BRYANT, A.D.

A. D. Bryant, proprietor of the Quin House, and city marshal of McKenzie, Tenn., was born September 15, 1842, in Carroll County, and is one of six sons and one daughter, surviving members of a family of ten children born to Alfred and Polly (Stone) Bryant, both of whom were of Spartanburg District, South Carolina, where they were raised together in the same vicinity; were schoolmates, and were married in the same district, and he engaged in farming until 1830, then moved to Carroll County, Tenn., locating at Huntingdon in 1859, where they now reside. Alfred Bryant, the father, was at one time tax collector of Carroll County, also sheriff one term before the war, and two terms since the war, and is at present county coroner; he was born in 1809, and his wife in 1810.

Our subject remained with his parents until the commencement of the war, then enlisted in the Twenty-second Tennessee Confederate Infantry, remaining three months; he was then transferred to the Fifty-fifth Infantry, with which he remained until it was consolidated with the Forty-second Regiment, and was then color bearer of the consolidated regiment until December, 1864, when he returned home, and in October, 1866, married Aletha M. Quin; from this marriage were born four daughters and one son; three daughters are still living. He resided in the vicinity of Trezevant, Tenn., for two years after the war and then moved to Huntingdon, and from there to McKenzie in 1884. March, 1884, he was elected to his present office, but soon resigned and moved to Oxford, Miss., but after a few months returned to McKenzie, and was re-elected.

He has recently taken charge of the Quin House, and by the hospitality of himself and wife have gained for the place considerable popularity. Mrs. Bryant’s parents, S. R. and Emily (Harvey) Quin, are both natives of South Carolina, but were married in this State in 1842, and followed farming in Carroll County until 1884, when they moved to Lafayette County, Miss., and engaged in the hotel business; then they returned and are still living in McKenzie. They had four sons and eight daughters; one son and seven daughters are still living. Mr. and Mrs. Quin are members of the Cumberland Presbyterian Church.

 

Transcribed by David Donahue


Source: History of Tennessee from the Earliest Time to the Present: Together with an Historical and a Biographical Sketch of Carroll, Henry and Benton Counties, Besides a Valuable Fund of Notes, Original Observations, Reminiscences, Etc., Etc. Easley, S.C.: Southern Historical Press, 1978.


→ PROBLEM DETAILS
Where a picture appears, skip it and copy everything else in the listing exactly.

START RECORDED INFORMATION

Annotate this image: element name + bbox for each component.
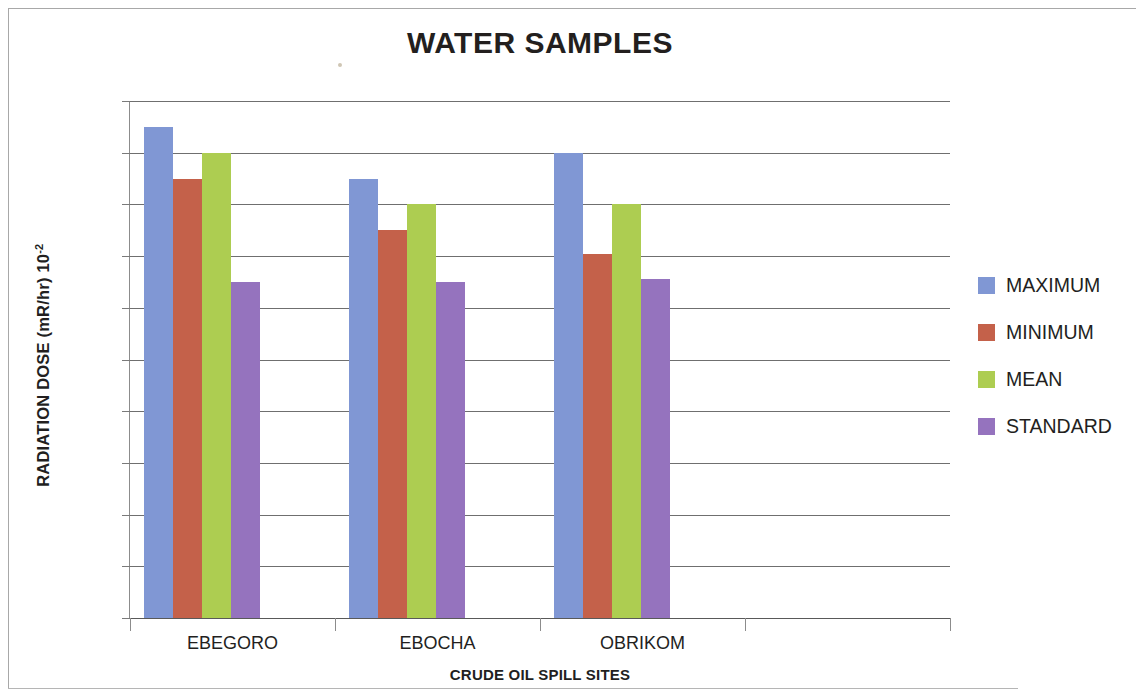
bar (378, 230, 407, 618)
bar (144, 127, 173, 618)
legend-item[interactable]: MINIMUM (978, 309, 1112, 356)
x-axis-title: CRUDE OIL SPILL SITES (130, 666, 950, 683)
y-axis-tick (122, 463, 130, 464)
gridline (130, 256, 950, 257)
bar (641, 279, 670, 618)
y-axis-tick (122, 515, 130, 516)
legend-item-label: MINIMUM (1006, 321, 1094, 344)
y-axis-tick (122, 308, 130, 309)
y-axis-tick (122, 618, 130, 619)
border-frame-top (8, 8, 1136, 9)
bar (583, 254, 612, 618)
y-axis-tick (122, 101, 130, 102)
legend-item-label: MAXIMUM (1006, 274, 1100, 297)
x-axis-tick (130, 618, 131, 631)
gridline (130, 153, 950, 154)
x-axis-tick (950, 618, 951, 631)
y-axis-tick (122, 360, 130, 361)
y-axis-tick (122, 566, 130, 567)
bar (407, 204, 436, 618)
plot-area (130, 101, 950, 618)
border-frame-bottom (8, 688, 1018, 689)
y-axis-tick (122, 411, 130, 412)
x-axis-tick (540, 618, 541, 631)
y-axis-tick (122, 204, 130, 205)
legend-swatch-icon (978, 324, 995, 341)
legend-item-label: MEAN (1006, 368, 1062, 391)
bar (349, 179, 378, 618)
y-axis-tick (122, 256, 130, 257)
legend-item[interactable]: MEAN (978, 356, 1112, 403)
legend-swatch-icon (978, 418, 995, 435)
y-axis-title-exponent: -2 (33, 244, 45, 254)
chart-legend: MAXIMUMMINIMUMMEANSTANDARD (978, 262, 1112, 450)
gridline (130, 101, 950, 102)
legend-swatch-icon (978, 277, 995, 294)
border-frame-left (8, 8, 9, 689)
legend-item[interactable]: MAXIMUM (978, 262, 1112, 309)
x-axis-tick-label: EBEGORO (130, 633, 335, 654)
x-axis-tick-label: EBOCHA (335, 633, 540, 654)
chart-title: WATER SAMPLES (130, 26, 950, 60)
bar (202, 153, 231, 618)
y-axis-title-text: RADIATION DOSE (mR/hr) 10 (34, 254, 52, 487)
gridline (130, 204, 950, 205)
y-axis-title: RADIATION DOSE (mR/hr) 10-2 (33, 155, 54, 575)
x-axis-tick-label: OBRIKOM (540, 633, 745, 654)
bar (612, 204, 641, 618)
legend-swatch-icon (978, 371, 995, 388)
x-axis-tick (335, 618, 336, 631)
legend-item[interactable]: STANDARD (978, 403, 1112, 450)
scan-artifact-speck (338, 63, 342, 67)
chart-figure: WATER SAMPLES RADIATION DOSE (mR/hr) 10-… (0, 0, 1136, 697)
bar (231, 282, 260, 618)
x-axis-tick (745, 618, 746, 631)
y-axis-tick (122, 153, 130, 154)
bar (554, 153, 583, 618)
bar (173, 179, 202, 618)
bar (436, 282, 465, 618)
legend-item-label: STANDARD (1006, 415, 1112, 438)
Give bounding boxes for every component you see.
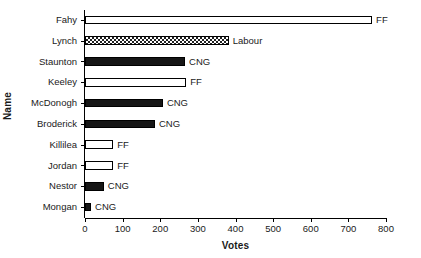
x-axis-tick-label: 400 bbox=[216, 223, 256, 235]
category-label: Fahy bbox=[56, 13, 77, 27]
category-label: Jordan bbox=[48, 159, 77, 173]
x-axis-tick-label: 100 bbox=[103, 223, 143, 235]
x-axis-tick-label: 300 bbox=[178, 223, 218, 235]
bar-row: BroderickCNG bbox=[85, 114, 386, 135]
x-axis-tick-label: 0 bbox=[65, 223, 105, 235]
plot-area: FahyFFLynchLabourStauntonCNGKeeleyFFMcDo… bbox=[85, 10, 386, 218]
bar-row: StauntonCNG bbox=[85, 52, 386, 73]
bar[interactable] bbox=[85, 16, 372, 25]
bar[interactable] bbox=[85, 120, 155, 129]
bar-annotation-label: CNG bbox=[108, 179, 129, 193]
x-axis-tick bbox=[198, 218, 199, 222]
x-axis-tick bbox=[123, 218, 124, 222]
bar-annotation-label: CNG bbox=[189, 55, 210, 69]
bar-annotation-label: Labour bbox=[233, 34, 263, 48]
bar-row: McDonoghCNG bbox=[85, 93, 386, 114]
bar[interactable] bbox=[85, 99, 163, 108]
x-axis-tick-label: 800 bbox=[366, 223, 406, 235]
bar-row: JordanFF bbox=[85, 156, 386, 177]
bar-annotation-label: FF bbox=[376, 13, 388, 27]
x-axis-tick bbox=[311, 218, 312, 222]
bar[interactable] bbox=[85, 36, 229, 45]
bar[interactable] bbox=[85, 182, 104, 191]
bar[interactable] bbox=[85, 140, 113, 149]
category-label: Keeley bbox=[48, 75, 77, 89]
bar-chart: Name Votes FahyFFLynchLabourStauntonCNGK… bbox=[0, 0, 421, 258]
category-label: Mongan bbox=[43, 200, 77, 214]
bar-annotation-label: FF bbox=[190, 75, 202, 89]
bar-row: NestorCNG bbox=[85, 176, 386, 197]
x-axis-tick bbox=[348, 218, 349, 222]
bar-row: LynchLabour bbox=[85, 31, 386, 52]
bar[interactable] bbox=[85, 78, 186, 87]
x-axis-tick bbox=[273, 218, 274, 222]
x-axis-tick-label: 500 bbox=[253, 223, 293, 235]
x-axis-tick-label: 200 bbox=[140, 223, 180, 235]
x-axis-tick bbox=[386, 218, 387, 222]
category-label: Broderick bbox=[37, 117, 77, 131]
category-label: McDonogh bbox=[31, 96, 77, 110]
bar[interactable] bbox=[85, 203, 91, 212]
x-axis-tick bbox=[160, 218, 161, 222]
bar-row: KillileaFF bbox=[85, 135, 386, 156]
category-label: Lynch bbox=[52, 34, 77, 48]
x-axis-tick bbox=[85, 218, 86, 222]
bar-annotation-label: FF bbox=[117, 159, 129, 173]
bar-row: MonganCNG bbox=[85, 197, 386, 218]
bar-annotation-label: CNG bbox=[167, 96, 188, 110]
category-label: Staunton bbox=[39, 55, 77, 69]
y-axis-title: Name bbox=[2, 92, 16, 120]
bar-annotation-label: CNG bbox=[95, 200, 116, 214]
x-axis-tick-label: 600 bbox=[291, 223, 331, 235]
x-axis-tick bbox=[236, 218, 237, 222]
bar-annotation-label: FF bbox=[117, 138, 129, 152]
x-axis-title: Votes bbox=[85, 240, 386, 251]
bar-row: KeeleyFF bbox=[85, 72, 386, 93]
category-label: Nestor bbox=[49, 179, 77, 193]
category-label: Killilea bbox=[50, 138, 77, 152]
bar[interactable] bbox=[85, 57, 185, 66]
bar-annotation-label: CNG bbox=[159, 117, 180, 131]
x-axis-tick-label: 700 bbox=[328, 223, 368, 235]
bar-row: FahyFF bbox=[85, 10, 386, 31]
bar[interactable] bbox=[85, 161, 113, 170]
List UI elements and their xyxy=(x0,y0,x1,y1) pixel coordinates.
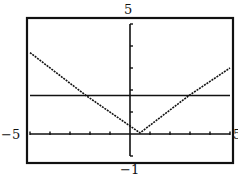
x-max-label: 5 xyxy=(233,128,238,141)
y-max-label: 5 xyxy=(124,3,132,16)
calculator-graph xyxy=(0,0,238,177)
x-min-label: −5 xyxy=(1,128,20,141)
axes xyxy=(30,24,230,156)
y-min-label: −1 xyxy=(120,163,139,176)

END RECORDED INFORMATION

→ ANSWER BOX
Annotate this image: element name + bbox for each component.
bar (378, 230, 407, 618)
bar (144, 127, 173, 618)
legend-item[interactable]: MINIMUM (978, 309, 1112, 356)
x-axis-title: CRUDE OIL SPILL SITES (130, 666, 950, 683)
y-axis-tick (122, 463, 130, 464)
gridline (130, 256, 950, 257)
bar (641, 279, 670, 618)
y-axis-tick (122, 515, 130, 516)
legend-item-label: MINIMUM (1006, 321, 1094, 344)
y-axis-tick (122, 308, 130, 309)
y-axis-tick (122, 618, 130, 619)
border-frame-top (8, 8, 1136, 9)
bar (583, 254, 612, 618)
y-axis-tick (122, 101, 130, 102)
legend-item-label: MAXIMUM (1006, 274, 1100, 297)
x-axis-tick (130, 618, 131, 631)
gridline (130, 153, 950, 154)
x-axis-tick (950, 618, 951, 631)
y-axis-tick (122, 360, 130, 361)
y-axis-tick (122, 566, 130, 567)
bar (407, 204, 436, 618)
plot-area (130, 101, 950, 618)
border-frame-bottom (8, 688, 1018, 689)
y-axis-tick (122, 411, 130, 412)
x-axis-tick (540, 618, 541, 631)
y-axis-tick (122, 204, 130, 205)
legend-swatch-icon (978, 324, 995, 341)
legend-item-label: MEAN (1006, 368, 1062, 391)
bar (349, 179, 378, 618)
y-axis-tick (122, 256, 130, 257)
legend-item[interactable]: MEAN (978, 356, 1112, 403)
legend-swatch-icon (978, 418, 995, 435)
y-axis-title-exponent: -2 (33, 244, 45, 254)
chart-legend: MAXIMUMMINIMUMMEANSTANDARD (978, 262, 1112, 450)
gridline (130, 101, 950, 102)
legend-swatch-icon (978, 277, 995, 294)
border-frame-left (8, 8, 9, 689)
legend-item[interactable]: MAXIMUM (978, 262, 1112, 309)
x-axis-tick-label: EBEGORO (130, 633, 335, 654)
x-axis-tick-label: EBOCHA (335, 633, 540, 654)
chart-title: WATER SAMPLES (130, 26, 950, 60)
bar (202, 153, 231, 618)
y-axis-title-text: RADIATION DOSE (mR/hr) 10 (34, 254, 52, 487)
gridline (130, 204, 950, 205)
y-axis-title: RADIATION DOSE (mR/hr) 10-2 (33, 155, 54, 575)
x-axis-tick-label: OBRIKOM (540, 633, 745, 654)
bar (612, 204, 641, 618)
legend-swatch-icon (978, 371, 995, 388)
x-axis-tick (335, 618, 336, 631)
legend-item[interactable]: STANDARD (978, 403, 1112, 450)
scan-artifact-speck (338, 63, 342, 67)
chart-figure: WATER SAMPLES RADIATION DOSE (mR/hr) 10-… (0, 0, 1136, 697)
bar (231, 282, 260, 618)
x-axis-tick (745, 618, 746, 631)
y-axis-tick (122, 153, 130, 154)
bar (554, 153, 583, 618)
bar (173, 179, 202, 618)
bar (436, 282, 465, 618)
legend-item-label: STANDARD (1006, 415, 1112, 438)
Give bounding boxes for every component you see.
x-axis-tick-label: 400 bbox=[216, 223, 256, 235]
category-label: Fahy bbox=[56, 13, 77, 27]
category-label: Jordan bbox=[48, 159, 77, 173]
x-axis-tick-label: 100 bbox=[103, 223, 143, 235]
x-axis-tick-label: 300 bbox=[178, 223, 218, 235]
bar-row: BroderickCNG bbox=[85, 114, 386, 135]
x-axis-tick-label: 0 bbox=[65, 223, 105, 235]
plot-area: FahyFFLynchLabourStauntonCNGKeeleyFFMcDo… bbox=[85, 10, 386, 218]
bar-row: StauntonCNG bbox=[85, 52, 386, 73]
bar[interactable] bbox=[85, 16, 372, 25]
bar[interactable] bbox=[85, 120, 155, 129]
bar-annotation-label: CNG bbox=[108, 179, 129, 193]
x-axis-tick bbox=[198, 218, 199, 222]
x-axis-tick bbox=[123, 218, 124, 222]
bar-annotation-label: CNG bbox=[189, 55, 210, 69]
bar-annotation-label: Labour bbox=[233, 34, 263, 48]
bar-row: McDonoghCNG bbox=[85, 93, 386, 114]
bar[interactable] bbox=[85, 99, 163, 108]
x-axis-tick-label: 800 bbox=[366, 223, 406, 235]
bar-row: JordanFF bbox=[85, 156, 386, 177]
bar-annotation-label: FF bbox=[376, 13, 388, 27]
x-axis-tick bbox=[311, 218, 312, 222]
bar[interactable] bbox=[85, 36, 229, 45]
bar[interactable] bbox=[85, 182, 104, 191]
bar[interactable] bbox=[85, 140, 113, 149]
category-label: Keeley bbox=[48, 75, 77, 89]
bar-chart: Name Votes FahyFFLynchLabourStauntonCNGK… bbox=[0, 0, 421, 258]
category-label: Mongan bbox=[43, 200, 77, 214]
bar-annotation-label: FF bbox=[190, 75, 202, 89]
bar-row: NestorCNG bbox=[85, 176, 386, 197]
x-axis-tick bbox=[348, 218, 349, 222]
bar-row: LynchLabour bbox=[85, 31, 386, 52]
bar[interactable] bbox=[85, 78, 186, 87]
x-axis-tick bbox=[273, 218, 274, 222]
x-axis-tick-label: 500 bbox=[253, 223, 293, 235]
x-axis-tick-label: 200 bbox=[140, 223, 180, 235]
x-axis-tick bbox=[386, 218, 387, 222]
category-label: Broderick bbox=[37, 117, 77, 131]
category-label: McDonogh bbox=[31, 96, 77, 110]
bar[interactable] bbox=[85, 203, 91, 212]
x-axis-tick bbox=[160, 218, 161, 222]
bar-row: KillileaFF bbox=[85, 135, 386, 156]
category-label: Lynch bbox=[52, 34, 77, 48]
x-axis-tick bbox=[85, 218, 86, 222]
bar-annotation-label: FF bbox=[117, 159, 129, 173]
bar-row: MonganCNG bbox=[85, 197, 386, 218]
bar-annotation-label: CNG bbox=[167, 96, 188, 110]
category-label: Staunton bbox=[39, 55, 77, 69]
y-axis-title: Name bbox=[2, 92, 16, 120]
bar-annotation-label: CNG bbox=[95, 200, 116, 214]
x-axis-tick-label: 600 bbox=[291, 223, 331, 235]
x-axis-tick bbox=[236, 218, 237, 222]
bar-annotation-label: FF bbox=[117, 138, 129, 152]
x-axis-title: Votes bbox=[85, 240, 386, 251]
bar-row: KeeleyFF bbox=[85, 72, 386, 93]
category-label: Nestor bbox=[49, 179, 77, 193]
category-label: Killilea bbox=[50, 138, 77, 152]
bar[interactable] bbox=[85, 57, 185, 66]
bar-annotation-label: CNG bbox=[159, 117, 180, 131]
x-axis-tick-label: 700 bbox=[328, 223, 368, 235]
bar-row: FahyFF bbox=[85, 10, 386, 31]
bar[interactable] bbox=[85, 161, 113, 170]
List UI elements and their xyxy=(x0,y0,x1,y1) pixel coordinates.
x-max-label: 5 xyxy=(233,128,238,141)
y-max-label: 5 xyxy=(124,3,132,16)
calculator-graph xyxy=(0,0,238,177)
x-min-label: −5 xyxy=(1,128,20,141)
axes xyxy=(30,24,230,156)
y-min-label: −1 xyxy=(120,163,139,176)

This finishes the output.